6 Mar 2013

The Last Exorcism Part 2 movie review


"The Last Exorcism Part II" is an effectively unnerving, slow-burn supernatural horror tale. The film is smartly different enough from the original to survive on its own, though it lacks some of the first film's sense of surprise.

Rather than the disorienting reversals of the first film — a faux documentary in which a team looking to debunk demonic possession comes across a story they can't explain away — "Part II" takes a conventional approach (no fake doc, no found footage) to its story.
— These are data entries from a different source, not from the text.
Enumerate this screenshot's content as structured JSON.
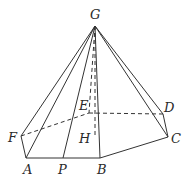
{
  "diagram": {
    "type": "hexagonal pyramid",
    "labels": {
      "G": "G",
      "E": "E",
      "D": "D",
      "F": "F",
      "H": "H",
      "C": "C",
      "A": "A",
      "P": "P",
      "B": "B"
    },
    "points": {
      "G": [
        95,
        26
      ],
      "A": [
        26,
        158
      ],
      "P": [
        63,
        158
      ],
      "B": [
        100,
        158
      ],
      "C": [
        168,
        137
      ],
      "D": [
        163,
        114
      ],
      "E": [
        89,
        113
      ],
      "F": [
        21,
        136
      ],
      "H": [
        95,
        138
      ]
    },
    "solid_edges": [
      [
        "G",
        "A"
      ],
      [
        "G",
        "F"
      ],
      [
        "G",
        "P"
      ],
      [
        "G",
        "B"
      ],
      [
        "G",
        "C"
      ],
      [
        "G",
        "D"
      ],
      [
        "F",
        "A"
      ],
      [
        "A",
        "B"
      ],
      [
        "B",
        "C"
      ],
      [
        "C",
        "D"
      ]
    ],
    "dashed_edges": [
      [
        "F",
        "E"
      ],
      [
        "E",
        "D"
      ],
      [
        "G",
        "E"
      ],
      [
        "G",
        "H"
      ]
    ],
    "colors": {
      "line": "#333333",
      "text": "#2a2a2a",
      "background": "#ffffff"
    }
  }
}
It picks up with the girl from the first film, Nell (Ashley Bell), seemingly free of the demon who possessed her and entering a transitional group home in New Orleans where she can try to build a new life. (Footage from the original film exists online within the world of the second, labeled "crazy girl possessed in woods.")

The sequel is directed by Ed Gass-Donnelly, who co-wrote the screenplay with Damien Chazelle. (Chazelle previously made the winsome jazz musical "Guy and Madeline on a Park Bench," which seems as unlikely a horror audition piece as one can imagine.) Both the first and second films are rated PG-13 but somehow the new film feels softer.

The first film was more messed up, existing in the register of crazy, and had a sexualized energy that is largely neutered in the second. A moment in the new film when a character slashes his own throat is handled in a way that is too discreet and bloodless, robbing the moment of its most visceral shock.

Just as in the first film, much of what works best in the new movie is thanks to Bell. She has an uncanny, quicksilver ability to flash between naiveté and a knowing darkness. Her physical contortions aren't used as much this time, but there is still a strong physicality to what she does.

Overlooking the semantic peculiarity in the title "The Last Exorcism Part II" — the inevitable sequel might be called "The Final Exorcism Again" — this movie isn't a waste of time. The film could actually stand to be a bit longer, as its final frenzy seems truncated somehow in relation to the methodical build-up that precedes it.

Trailer:



2 comments:

  1. Replies
    1. Yes. It does. Enjoy the movie and thank you for the visit.